Christmas Message from Bishop Gregor

It is quite likely that people reading this blog won’t be aware of Bishop Gregor’s Christmas Message – I don’t think it was sent to clergy or congregations and it doesn’t appear on the diocesan website. However, it is quite a good one and so I’m putting it on here.

gregor_duncanI heard a carol new to me last year at the Cathedral: All this time this song is best: Verbum caro factum est. That is, All this time this song is best: The Word was made flesh. (It only rhymes in Latin.)

That carol is right, it is indeed the best song we can sing at Christmastide.

But why? At Christmas I receive the odd circular letter folded into a Christmas card. I enjoy these letters, on the whole. Last year one came from people I used to know from Oxford days, way back in the 1970s. At the top it had a quote from the great Swiss theologian, Karl Barth:

We may choose to live without God. God has decided from all eternity never to live without us.

Wow! That leapt out at me.

You see, St John’s great proclamation that The Word became flesh and dwelt among us, the best song we can sing, is the best song because in singing it we sing of God’s desire, of God’s choice, from all eternity, never to live without us. Remember, for St John, the story of Christmas begins with God, in eternity. In the beginning was the Word.

Now, when you choose to live with someone, and especially when you commit to live with someone for the whole of the rest of your life, this is to do with love, a determined love that, as St Paul says in his first letter to the Corinthians bears all things, believes all things, hopes all things, endures all things. A love that is patient and kind and rejoices in the right.

This kind of love is often beyond us – though often we can come pretty close to it – but it is never ever beyond God. This is how God loves us and if we can love a little bit like that well, then, we are showing something of God’s love in the world.

The other thing is that when you choose to live with someone faithfully and truly, you are recognising something in the other person that is attractive to you, that gives you delight, that makes you want the relationship to grow and deepen. And that’s another reason why Verbum caro factum est, the Word became flesh is the best song. For it reminds us that God finds us attractive, seeks us out, wants his relationship with us, and ours with him, to grow and deepen until it comes to glorious flower. The song is about God and it is about us and it is all about love.

I sang another carol new to me at the Cathedral last year:

Lord, you are love beyond all telling,
Saviour and King we worship you;
Emmanuel, within us dwelling,
Make us and keep us pure and true:
Lord, you are love beyond all telling,
Saviour and King, we worship you.

The Word became flesh and dwelt among us – love beyond all telling – that is the heart of Christmas, the core of our celebration, the ground of all our hope.

Comments

  1. Rosemary Hannah says

    It is very good indeed.

  2. Thomas says

    Excellent! I particularly like the idea that “God has decided from all eternity never to live without us.” So much more generous than those atonement theories which suggest that God was- in effect- sulking with us until his wrath was satisfied through the death of his Son…

  3. Very good – but why hasn’t had wider circulation or publicity? After all, your Christmas message has been very widely and publicised.

    It seems to me that our Bishop and the diocese need to get their communications sorted out for 2014. This message from Bishop Gregor deserves to have had more attention….

    • Well yes, but whilst I agree that this needed better circulation, I still think that the priority in the diocese should focus on making sure that all congregations have (decent and up to date) websites.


**Goal of the exercise**. Keeping every character intact, repeat the whole listing.

**Data for this task**.
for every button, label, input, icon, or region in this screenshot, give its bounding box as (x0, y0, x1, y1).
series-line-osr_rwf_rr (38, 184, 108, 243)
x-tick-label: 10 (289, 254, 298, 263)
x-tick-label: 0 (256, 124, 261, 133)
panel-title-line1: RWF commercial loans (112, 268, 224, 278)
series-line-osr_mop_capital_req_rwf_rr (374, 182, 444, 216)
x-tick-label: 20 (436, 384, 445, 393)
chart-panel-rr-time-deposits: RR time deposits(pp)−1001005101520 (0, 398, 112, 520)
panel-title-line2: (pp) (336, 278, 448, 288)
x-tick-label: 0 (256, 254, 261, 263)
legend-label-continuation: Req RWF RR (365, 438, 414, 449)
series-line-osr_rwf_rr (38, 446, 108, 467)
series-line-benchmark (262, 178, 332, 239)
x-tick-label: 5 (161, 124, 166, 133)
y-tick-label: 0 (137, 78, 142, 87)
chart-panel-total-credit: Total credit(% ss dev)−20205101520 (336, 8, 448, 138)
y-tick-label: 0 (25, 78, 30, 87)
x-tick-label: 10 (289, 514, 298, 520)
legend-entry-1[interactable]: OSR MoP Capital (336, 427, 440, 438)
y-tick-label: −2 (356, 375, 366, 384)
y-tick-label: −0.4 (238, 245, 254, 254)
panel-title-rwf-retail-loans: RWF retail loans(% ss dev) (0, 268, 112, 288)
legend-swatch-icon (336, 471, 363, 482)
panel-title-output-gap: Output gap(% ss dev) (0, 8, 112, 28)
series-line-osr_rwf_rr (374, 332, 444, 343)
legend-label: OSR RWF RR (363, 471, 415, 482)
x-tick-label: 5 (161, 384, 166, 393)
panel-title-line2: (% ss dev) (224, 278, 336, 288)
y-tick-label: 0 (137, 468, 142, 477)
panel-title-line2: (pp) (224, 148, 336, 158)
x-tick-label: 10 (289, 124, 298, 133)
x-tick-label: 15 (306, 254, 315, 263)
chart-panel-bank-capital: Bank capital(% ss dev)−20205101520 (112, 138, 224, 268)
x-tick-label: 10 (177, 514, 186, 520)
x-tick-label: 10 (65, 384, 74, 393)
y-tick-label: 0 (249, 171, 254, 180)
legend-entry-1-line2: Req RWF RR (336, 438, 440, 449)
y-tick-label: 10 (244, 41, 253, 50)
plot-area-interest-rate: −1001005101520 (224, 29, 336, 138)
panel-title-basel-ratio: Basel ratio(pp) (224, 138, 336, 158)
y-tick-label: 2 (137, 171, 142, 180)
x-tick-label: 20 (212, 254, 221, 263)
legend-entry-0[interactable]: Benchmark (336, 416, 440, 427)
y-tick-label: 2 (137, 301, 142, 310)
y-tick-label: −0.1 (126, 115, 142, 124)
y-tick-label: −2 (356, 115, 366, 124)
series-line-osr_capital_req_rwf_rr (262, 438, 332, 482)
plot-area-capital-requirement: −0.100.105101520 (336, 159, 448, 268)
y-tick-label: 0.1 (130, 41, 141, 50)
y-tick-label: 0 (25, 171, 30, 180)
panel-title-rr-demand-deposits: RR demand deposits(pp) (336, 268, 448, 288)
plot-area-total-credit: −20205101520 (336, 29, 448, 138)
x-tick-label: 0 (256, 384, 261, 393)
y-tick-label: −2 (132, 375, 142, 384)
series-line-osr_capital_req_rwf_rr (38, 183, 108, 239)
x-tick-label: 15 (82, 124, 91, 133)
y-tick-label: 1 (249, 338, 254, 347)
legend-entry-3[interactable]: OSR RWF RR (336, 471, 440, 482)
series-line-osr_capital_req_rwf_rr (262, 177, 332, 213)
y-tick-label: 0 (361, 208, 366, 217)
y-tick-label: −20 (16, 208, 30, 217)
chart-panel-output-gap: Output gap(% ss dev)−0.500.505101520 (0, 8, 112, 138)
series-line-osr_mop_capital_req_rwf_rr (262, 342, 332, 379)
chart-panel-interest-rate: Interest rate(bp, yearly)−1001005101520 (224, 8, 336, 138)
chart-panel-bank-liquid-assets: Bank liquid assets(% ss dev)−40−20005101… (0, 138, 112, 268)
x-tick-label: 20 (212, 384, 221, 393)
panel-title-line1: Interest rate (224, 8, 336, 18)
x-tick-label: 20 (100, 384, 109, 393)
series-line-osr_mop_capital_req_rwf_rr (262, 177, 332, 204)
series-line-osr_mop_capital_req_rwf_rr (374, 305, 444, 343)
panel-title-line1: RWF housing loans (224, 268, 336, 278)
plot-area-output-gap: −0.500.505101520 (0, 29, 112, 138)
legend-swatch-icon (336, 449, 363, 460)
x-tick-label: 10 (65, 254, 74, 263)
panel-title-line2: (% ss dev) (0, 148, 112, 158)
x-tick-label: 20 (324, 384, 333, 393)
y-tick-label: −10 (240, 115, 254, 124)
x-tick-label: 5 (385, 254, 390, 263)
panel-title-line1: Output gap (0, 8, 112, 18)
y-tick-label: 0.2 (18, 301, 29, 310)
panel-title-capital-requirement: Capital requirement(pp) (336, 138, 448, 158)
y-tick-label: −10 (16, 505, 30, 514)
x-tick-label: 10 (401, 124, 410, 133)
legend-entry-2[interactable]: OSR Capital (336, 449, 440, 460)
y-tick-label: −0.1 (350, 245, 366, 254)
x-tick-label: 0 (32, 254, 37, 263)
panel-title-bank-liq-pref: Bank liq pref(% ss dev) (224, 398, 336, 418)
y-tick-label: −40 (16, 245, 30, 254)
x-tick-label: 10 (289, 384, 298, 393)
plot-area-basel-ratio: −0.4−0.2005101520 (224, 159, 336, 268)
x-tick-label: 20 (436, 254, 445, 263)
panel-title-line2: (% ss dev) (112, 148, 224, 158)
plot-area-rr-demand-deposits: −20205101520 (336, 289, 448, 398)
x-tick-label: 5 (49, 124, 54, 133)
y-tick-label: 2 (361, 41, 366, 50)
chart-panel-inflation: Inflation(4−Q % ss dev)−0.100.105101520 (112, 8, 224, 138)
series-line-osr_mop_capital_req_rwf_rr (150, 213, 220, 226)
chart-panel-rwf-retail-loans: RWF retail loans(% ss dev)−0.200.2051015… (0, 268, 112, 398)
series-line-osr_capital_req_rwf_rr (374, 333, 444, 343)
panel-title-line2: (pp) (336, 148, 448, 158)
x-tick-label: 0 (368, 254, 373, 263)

**Response area**.
for every button, label, input, icon, or region in this screenshot, give its bounding box as (x0, y0, x1, y1).
series-line-osr_rwf_rr (38, 184, 108, 243)
x-tick-label: 10 (289, 254, 298, 263)
x-tick-label: 0 (256, 124, 261, 133)
panel-title-line1: RWF commercial loans (112, 268, 224, 278)
series-line-osr_mop_capital_req_rwf_rr (374, 182, 444, 216)
x-tick-label: 20 (436, 384, 445, 393)
chart-panel-rr-time-deposits: RR time deposits(pp)−1001005101520 (0, 398, 112, 520)
panel-title-line2: (pp) (336, 278, 448, 288)
x-tick-label: 0 (256, 254, 261, 263)
legend-label-continuation: Req RWF RR (365, 438, 414, 449)
series-line-osr_rwf_rr (38, 446, 108, 467)
series-line-benchmark (262, 178, 332, 239)
x-tick-label: 5 (161, 124, 166, 133)
y-tick-label: 0 (137, 78, 142, 87)
chart-panel-total-credit: Total credit(% ss dev)−20205101520 (336, 8, 448, 138)
y-tick-label: 0 (25, 78, 30, 87)
x-tick-label: 10 (289, 514, 298, 520)
legend-entry-1[interactable]: OSR MoP Capital (336, 427, 440, 438)
y-tick-label: −2 (356, 375, 366, 384)
y-tick-label: −0.4 (238, 245, 254, 254)
panel-title-rwf-retail-loans: RWF retail loans(% ss dev) (0, 268, 112, 288)
legend-swatch-icon (336, 471, 363, 482)
panel-title-output-gap: Output gap(% ss dev) (0, 8, 112, 28)
series-line-osr_rwf_rr (374, 332, 444, 343)
legend-label: OSR RWF RR (363, 471, 415, 482)
x-tick-label: 5 (161, 384, 166, 393)
panel-title-line2: (% ss dev) (224, 278, 336, 288)
y-tick-label: 0 (137, 468, 142, 477)
panel-title-line2: (pp) (224, 148, 336, 158)
x-tick-label: 10 (289, 124, 298, 133)
x-tick-label: 15 (306, 254, 315, 263)
chart-panel-bank-capital: Bank capital(% ss dev)−20205101520 (112, 138, 224, 268)
x-tick-label: 10 (177, 514, 186, 520)
x-tick-label: 10 (65, 384, 74, 393)
y-tick-label: 0 (249, 171, 254, 180)
legend-entry-1-line2: Req RWF RR (336, 438, 440, 449)
y-tick-label: 10 (244, 41, 253, 50)
plot-area-interest-rate: −1001005101520 (224, 29, 336, 138)
panel-title-basel-ratio: Basel ratio(pp) (224, 138, 336, 158)
y-tick-label: 2 (137, 171, 142, 180)
x-tick-label: 20 (212, 254, 221, 263)
legend-entry-0[interactable]: Benchmark (336, 416, 440, 427)
y-tick-label: 2 (137, 301, 142, 310)
y-tick-label: −0.1 (126, 115, 142, 124)
y-tick-label: −2 (356, 115, 366, 124)
series-line-osr_capital_req_rwf_rr (262, 438, 332, 482)
plot-area-capital-requirement: −0.100.105101520 (336, 159, 448, 268)
y-tick-label: 0.1 (130, 41, 141, 50)
y-tick-label: 0 (25, 171, 30, 180)
panel-title-rr-demand-deposits: RR demand deposits(pp) (336, 268, 448, 288)
plot-area-total-credit: −20205101520 (336, 29, 448, 138)
x-tick-label: 0 (256, 384, 261, 393)
y-tick-label: −2 (132, 375, 142, 384)
series-line-osr_capital_req_rwf_rr (38, 183, 108, 239)
x-tick-label: 15 (82, 124, 91, 133)
y-tick-label: 1 (249, 338, 254, 347)
legend-entry-3[interactable]: OSR RWF RR (336, 471, 440, 482)
series-line-osr_capital_req_rwf_rr (262, 177, 332, 213)
y-tick-label: 0 (361, 208, 366, 217)
y-tick-label: −20 (16, 208, 30, 217)
chart-panel-output-gap: Output gap(% ss dev)−0.500.505101520 (0, 8, 112, 138)
series-line-osr_mop_capital_req_rwf_rr (262, 342, 332, 379)
chart-panel-interest-rate: Interest rate(bp, yearly)−1001005101520 (224, 8, 336, 138)
chart-panel-bank-liquid-assets: Bank liquid assets(% ss dev)−40−20005101… (0, 138, 112, 268)
x-tick-label: 20 (212, 384, 221, 393)
panel-title-line1: Interest rate (224, 8, 336, 18)
x-tick-label: 20 (100, 384, 109, 393)
series-line-osr_mop_capital_req_rwf_rr (262, 177, 332, 204)
series-line-osr_mop_capital_req_rwf_rr (374, 305, 444, 343)
panel-title-line1: RWF housing loans (224, 268, 336, 278)
plot-area-output-gap: −0.500.505101520 (0, 29, 112, 138)
legend-swatch-icon (336, 449, 363, 460)
x-tick-label: 10 (65, 254, 74, 263)
panel-title-line2: (% ss dev) (0, 148, 112, 158)
x-tick-label: 20 (324, 384, 333, 393)
y-tick-label: −10 (240, 115, 254, 124)
x-tick-label: 5 (385, 254, 390, 263)
panel-title-line1: Output gap (0, 8, 112, 18)
y-tick-label: 0.2 (18, 301, 29, 310)
panel-title-capital-requirement: Capital requirement(pp) (336, 138, 448, 158)
y-tick-label: −10 (16, 505, 30, 514)
x-tick-label: 10 (401, 124, 410, 133)
legend-entry-2[interactable]: OSR Capital (336, 449, 440, 460)
y-tick-label: −0.1 (350, 245, 366, 254)
x-tick-label: 0 (32, 254, 37, 263)
panel-title-bank-liq-pref: Bank liq pref(% ss dev) (224, 398, 336, 418)
y-tick-label: −40 (16, 245, 30, 254)
x-tick-label: 10 (289, 384, 298, 393)
plot-area-basel-ratio: −0.4−0.2005101520 (224, 159, 336, 268)
x-tick-label: 20 (436, 254, 445, 263)
panel-title-line2: (% ss dev) (112, 148, 224, 158)
plot-area-rr-demand-deposits: −20205101520 (336, 289, 448, 398)
x-tick-label: 5 (49, 124, 54, 133)
y-tick-label: 2 (361, 41, 366, 50)
chart-panel-inflation: Inflation(4−Q % ss dev)−0.100.105101520 (112, 8, 224, 138)
series-line-osr_mop_capital_req_rwf_rr (150, 213, 220, 226)
chart-panel-rwf-retail-loans: RWF retail loans(% ss dev)−0.200.2051015… (0, 268, 112, 398)
series-line-osr_capital_req_rwf_rr (374, 333, 444, 343)
panel-title-line2: (pp) (336, 148, 448, 158)
x-tick-label: 0 (368, 254, 373, 263)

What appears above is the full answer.